Taiwan on Monday celebrated Freedom of Speech Day. The commemoration is not an international day, and was first established in Tainan by President William Lai (賴清德) in 2012, when he was mayor of that city. The day was elevated to a national holiday in 2016 by then-president Tsai Ing-wen (蔡英文).
Lai chose April 7, because it marks the anniversary of the death of democracy advocate Deng Nan-jung (鄭南榕), who started Freedom Era Weekly to promote freedom of expression.
Thirty-six years ago, a warrant for Deng’s arrest had been issued after he refused to appear in court to answer charges of insurrection for publishing a proposal for a constitution to replace the Republic of China (ROC) Constitution written in China. He self-immolated in his office while police coming to take him into custody banged on his door.
Deng lived in a very different time. Lai last month officially identified the People’s Republic of China as a “foreign hostile force.” In 1989, the year of his death, Deng was grappling with a different kind of foreign hostile force: He was seeking more freedoms in Taiwan under the foreign regime of the Chinese Nationalist Party (KMT) that had taken control of Taiwan and imposed martial law in 1949.
Martial law had been lifted two years previously by then-president Chiang Ching-kuo (蔣經國), but the regime’s paranoia remained, hence the insurrection charge for calling for a replacement to the ROC Constitution. Taiwanese-born Lee Teng-hui (李登輝) became leader of the KMT and president after Chiang’s death in 1988, but direct presidential elections would not come until 1996 after pressure from the 1990 Wild Lily student movement. Lee would later become known as the “father of Taiwanese democracy,” but neither the movement nor the democratization that it led to would have been known to Deng. He had still been fighting in the dark, and yet could be called a trailblazer for the nation’s eventual democratization.
Were Deng still alive today, he would have witnessed quite a remarkable transformation. Taiwan has a vibrant and competitive democratic system, and is considered “free,” scoring an impressive 94 out of a possible 100 points in the Freedom in the World 2025 report by Freedom House. By comparison, the US scored 84, and China 9.
In the scoring system, a country is awarded 0 to 4 points for each of 10 political rights indicators and 15 civil liberties indicators.
Taiwan scored the maximum 4 points for free and fair elections of national government and legislative representatives; an independent judiciary; openness and transparency in government; due process in civil and criminal matters; the right to organize political parties; individual freedoms to express personal views on political subjects without fear of surveillance or retribution; and the existence of free and independent media.
One of the few metrics in which the nation dropped a point is whether people’s political choices are free from domination by “forces that are external to the political sphere, or by political forces that employ extrapolitical means.” The report points the finger for this directly at China.
Ironically, with freedom of speech comes the necessity to set judiciously defined bounds when the exercise of that freedom puts the existence of the nation at risk.
In a speech delivered to mark Freedom of Speech Day on Monday, Lai defined those bounds, saying that the government would act against anyone who echoes Chinese propaganda aimed at inciting an invasion of Taiwan or the subversion of the government.
Deng advocated pure freedom of speech to resist the foreign regime governing the nation. Now, Taiwan needs to set boundaries to resist the enemy from within assisting the enemy beyond its borders.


◆ **Task goal**
Copy out each line of the data holding "diamond".
Exercise data START
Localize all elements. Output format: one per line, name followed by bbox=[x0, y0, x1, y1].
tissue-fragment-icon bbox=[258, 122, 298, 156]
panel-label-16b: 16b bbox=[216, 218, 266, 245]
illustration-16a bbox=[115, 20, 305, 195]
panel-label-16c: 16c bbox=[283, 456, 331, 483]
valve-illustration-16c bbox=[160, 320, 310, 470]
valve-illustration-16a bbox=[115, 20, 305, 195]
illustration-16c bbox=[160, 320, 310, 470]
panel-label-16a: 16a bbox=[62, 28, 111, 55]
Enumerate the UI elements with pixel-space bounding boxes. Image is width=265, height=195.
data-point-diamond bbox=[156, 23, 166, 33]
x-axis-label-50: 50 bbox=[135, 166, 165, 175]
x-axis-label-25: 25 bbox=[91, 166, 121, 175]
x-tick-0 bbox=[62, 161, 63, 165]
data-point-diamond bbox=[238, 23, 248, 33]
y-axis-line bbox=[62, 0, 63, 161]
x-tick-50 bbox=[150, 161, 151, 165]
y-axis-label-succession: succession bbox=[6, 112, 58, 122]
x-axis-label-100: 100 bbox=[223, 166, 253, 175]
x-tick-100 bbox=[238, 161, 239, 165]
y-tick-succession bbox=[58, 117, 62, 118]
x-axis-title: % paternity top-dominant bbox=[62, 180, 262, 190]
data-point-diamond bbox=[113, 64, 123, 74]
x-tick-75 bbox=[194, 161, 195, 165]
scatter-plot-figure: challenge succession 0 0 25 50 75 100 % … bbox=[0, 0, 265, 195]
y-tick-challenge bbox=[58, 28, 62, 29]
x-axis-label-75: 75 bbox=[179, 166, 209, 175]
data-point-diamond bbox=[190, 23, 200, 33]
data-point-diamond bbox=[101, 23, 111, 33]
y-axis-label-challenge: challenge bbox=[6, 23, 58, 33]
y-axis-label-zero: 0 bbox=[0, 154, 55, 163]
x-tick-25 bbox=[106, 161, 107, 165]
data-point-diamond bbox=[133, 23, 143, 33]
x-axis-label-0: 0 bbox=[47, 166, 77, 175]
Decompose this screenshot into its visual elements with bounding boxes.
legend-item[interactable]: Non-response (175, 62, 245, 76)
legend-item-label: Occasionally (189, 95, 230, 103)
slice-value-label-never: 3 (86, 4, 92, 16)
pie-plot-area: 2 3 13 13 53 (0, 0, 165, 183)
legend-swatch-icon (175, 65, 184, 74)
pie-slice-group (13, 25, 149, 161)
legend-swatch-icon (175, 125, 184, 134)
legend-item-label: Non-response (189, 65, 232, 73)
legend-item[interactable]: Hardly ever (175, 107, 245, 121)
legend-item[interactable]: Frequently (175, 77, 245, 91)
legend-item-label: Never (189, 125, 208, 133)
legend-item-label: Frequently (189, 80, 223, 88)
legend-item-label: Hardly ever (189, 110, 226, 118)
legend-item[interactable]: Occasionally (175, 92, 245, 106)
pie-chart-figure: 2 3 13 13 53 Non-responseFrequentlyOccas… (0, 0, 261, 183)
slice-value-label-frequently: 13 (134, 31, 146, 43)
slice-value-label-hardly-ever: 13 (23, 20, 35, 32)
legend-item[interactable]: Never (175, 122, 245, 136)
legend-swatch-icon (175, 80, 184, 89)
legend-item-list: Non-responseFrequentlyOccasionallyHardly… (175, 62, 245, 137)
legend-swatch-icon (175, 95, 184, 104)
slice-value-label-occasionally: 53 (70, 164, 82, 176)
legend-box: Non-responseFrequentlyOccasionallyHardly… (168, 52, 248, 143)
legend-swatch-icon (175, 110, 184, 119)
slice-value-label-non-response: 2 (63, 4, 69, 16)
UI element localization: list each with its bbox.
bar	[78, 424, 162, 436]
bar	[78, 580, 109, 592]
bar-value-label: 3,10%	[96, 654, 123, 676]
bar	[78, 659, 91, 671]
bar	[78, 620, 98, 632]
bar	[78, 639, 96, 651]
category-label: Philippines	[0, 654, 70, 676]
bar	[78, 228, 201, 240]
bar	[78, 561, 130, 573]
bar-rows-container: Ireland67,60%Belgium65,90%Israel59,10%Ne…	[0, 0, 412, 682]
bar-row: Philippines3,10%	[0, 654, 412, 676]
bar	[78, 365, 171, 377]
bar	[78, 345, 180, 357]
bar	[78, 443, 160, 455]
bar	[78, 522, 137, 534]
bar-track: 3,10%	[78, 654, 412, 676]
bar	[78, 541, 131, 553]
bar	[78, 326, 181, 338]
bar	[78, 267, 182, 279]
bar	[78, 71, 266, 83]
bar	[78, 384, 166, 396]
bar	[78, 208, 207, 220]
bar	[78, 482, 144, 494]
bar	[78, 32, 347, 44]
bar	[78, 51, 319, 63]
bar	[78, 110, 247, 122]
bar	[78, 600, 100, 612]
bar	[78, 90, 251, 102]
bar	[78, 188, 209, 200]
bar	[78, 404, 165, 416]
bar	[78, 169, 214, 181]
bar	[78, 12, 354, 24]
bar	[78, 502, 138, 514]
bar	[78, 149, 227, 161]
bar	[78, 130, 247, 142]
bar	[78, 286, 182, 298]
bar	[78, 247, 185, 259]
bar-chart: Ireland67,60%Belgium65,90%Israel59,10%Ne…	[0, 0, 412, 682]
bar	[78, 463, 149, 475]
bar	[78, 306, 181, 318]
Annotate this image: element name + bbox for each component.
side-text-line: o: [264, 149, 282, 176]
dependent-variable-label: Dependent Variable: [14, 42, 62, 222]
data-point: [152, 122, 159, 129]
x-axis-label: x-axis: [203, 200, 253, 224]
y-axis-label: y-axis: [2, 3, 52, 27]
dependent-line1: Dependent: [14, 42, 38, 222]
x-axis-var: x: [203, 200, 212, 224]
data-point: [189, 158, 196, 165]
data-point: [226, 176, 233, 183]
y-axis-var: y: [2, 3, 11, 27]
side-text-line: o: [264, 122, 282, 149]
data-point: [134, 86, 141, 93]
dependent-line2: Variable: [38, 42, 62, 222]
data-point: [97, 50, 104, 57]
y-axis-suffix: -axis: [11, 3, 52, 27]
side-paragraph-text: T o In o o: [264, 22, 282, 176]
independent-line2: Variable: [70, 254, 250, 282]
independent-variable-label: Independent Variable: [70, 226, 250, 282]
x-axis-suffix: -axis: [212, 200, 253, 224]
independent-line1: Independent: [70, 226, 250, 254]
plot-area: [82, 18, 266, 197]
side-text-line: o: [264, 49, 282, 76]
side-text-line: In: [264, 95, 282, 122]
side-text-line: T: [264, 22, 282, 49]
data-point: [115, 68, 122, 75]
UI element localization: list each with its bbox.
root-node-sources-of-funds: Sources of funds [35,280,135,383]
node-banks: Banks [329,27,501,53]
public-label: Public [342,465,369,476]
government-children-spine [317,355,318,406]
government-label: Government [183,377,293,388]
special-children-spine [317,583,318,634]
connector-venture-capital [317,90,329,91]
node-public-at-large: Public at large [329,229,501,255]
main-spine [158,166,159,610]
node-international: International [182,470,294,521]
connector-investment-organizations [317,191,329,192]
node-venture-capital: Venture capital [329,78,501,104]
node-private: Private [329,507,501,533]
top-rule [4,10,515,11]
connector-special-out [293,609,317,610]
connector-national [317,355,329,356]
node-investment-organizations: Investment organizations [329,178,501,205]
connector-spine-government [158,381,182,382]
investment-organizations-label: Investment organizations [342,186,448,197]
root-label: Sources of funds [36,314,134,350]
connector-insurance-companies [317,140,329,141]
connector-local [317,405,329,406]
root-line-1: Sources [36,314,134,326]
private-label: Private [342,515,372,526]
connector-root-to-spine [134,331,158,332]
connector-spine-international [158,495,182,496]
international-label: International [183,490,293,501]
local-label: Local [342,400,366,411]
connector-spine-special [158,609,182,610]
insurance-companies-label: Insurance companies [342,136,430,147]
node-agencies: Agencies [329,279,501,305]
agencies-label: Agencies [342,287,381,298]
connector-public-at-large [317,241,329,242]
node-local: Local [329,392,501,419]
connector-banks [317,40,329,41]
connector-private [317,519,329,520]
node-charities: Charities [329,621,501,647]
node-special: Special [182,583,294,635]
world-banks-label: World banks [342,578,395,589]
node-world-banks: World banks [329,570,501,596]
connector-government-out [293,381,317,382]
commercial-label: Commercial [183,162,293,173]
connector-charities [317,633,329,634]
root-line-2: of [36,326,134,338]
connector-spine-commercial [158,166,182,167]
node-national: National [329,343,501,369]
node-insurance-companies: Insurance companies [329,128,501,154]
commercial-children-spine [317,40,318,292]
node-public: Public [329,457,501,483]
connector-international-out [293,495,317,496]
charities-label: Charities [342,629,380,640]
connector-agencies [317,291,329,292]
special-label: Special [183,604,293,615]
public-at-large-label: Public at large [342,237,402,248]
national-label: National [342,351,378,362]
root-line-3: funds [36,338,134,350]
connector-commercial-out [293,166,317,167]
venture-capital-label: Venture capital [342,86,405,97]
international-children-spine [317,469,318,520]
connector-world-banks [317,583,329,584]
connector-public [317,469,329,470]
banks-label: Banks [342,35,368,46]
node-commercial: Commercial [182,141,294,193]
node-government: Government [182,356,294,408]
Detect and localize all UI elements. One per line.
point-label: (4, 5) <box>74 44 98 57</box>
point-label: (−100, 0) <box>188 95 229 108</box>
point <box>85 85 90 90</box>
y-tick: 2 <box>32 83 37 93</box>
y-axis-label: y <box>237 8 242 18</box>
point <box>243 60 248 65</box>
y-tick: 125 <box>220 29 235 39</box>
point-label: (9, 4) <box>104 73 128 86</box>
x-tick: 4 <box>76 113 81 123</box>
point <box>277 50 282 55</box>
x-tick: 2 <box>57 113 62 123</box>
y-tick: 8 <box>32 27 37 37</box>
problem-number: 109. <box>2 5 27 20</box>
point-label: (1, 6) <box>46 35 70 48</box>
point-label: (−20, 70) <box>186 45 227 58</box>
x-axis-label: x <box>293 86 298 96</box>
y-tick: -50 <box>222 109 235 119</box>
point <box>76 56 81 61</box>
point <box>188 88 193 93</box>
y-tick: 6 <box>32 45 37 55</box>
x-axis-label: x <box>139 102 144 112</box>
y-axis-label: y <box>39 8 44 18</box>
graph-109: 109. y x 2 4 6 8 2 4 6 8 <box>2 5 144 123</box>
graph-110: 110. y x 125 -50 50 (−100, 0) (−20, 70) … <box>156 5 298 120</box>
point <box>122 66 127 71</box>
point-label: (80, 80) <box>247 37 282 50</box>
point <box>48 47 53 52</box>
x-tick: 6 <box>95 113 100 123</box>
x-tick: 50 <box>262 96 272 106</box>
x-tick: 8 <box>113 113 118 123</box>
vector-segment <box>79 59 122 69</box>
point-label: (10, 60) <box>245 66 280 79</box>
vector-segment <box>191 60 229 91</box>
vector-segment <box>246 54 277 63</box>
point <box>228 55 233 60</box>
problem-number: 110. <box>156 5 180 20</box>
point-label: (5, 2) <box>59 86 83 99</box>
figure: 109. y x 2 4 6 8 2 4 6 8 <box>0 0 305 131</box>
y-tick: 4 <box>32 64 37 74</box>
Exercise data END
◆ **Worked solution**
data-point-diamond bbox=[156, 23, 166, 33]
data-point-diamond bbox=[238, 23, 248, 33]
data-point-diamond bbox=[113, 64, 123, 74]
data-point-diamond bbox=[190, 23, 200, 33]
data-point-diamond bbox=[101, 23, 111, 33]
data-point-diamond bbox=[133, 23, 143, 33]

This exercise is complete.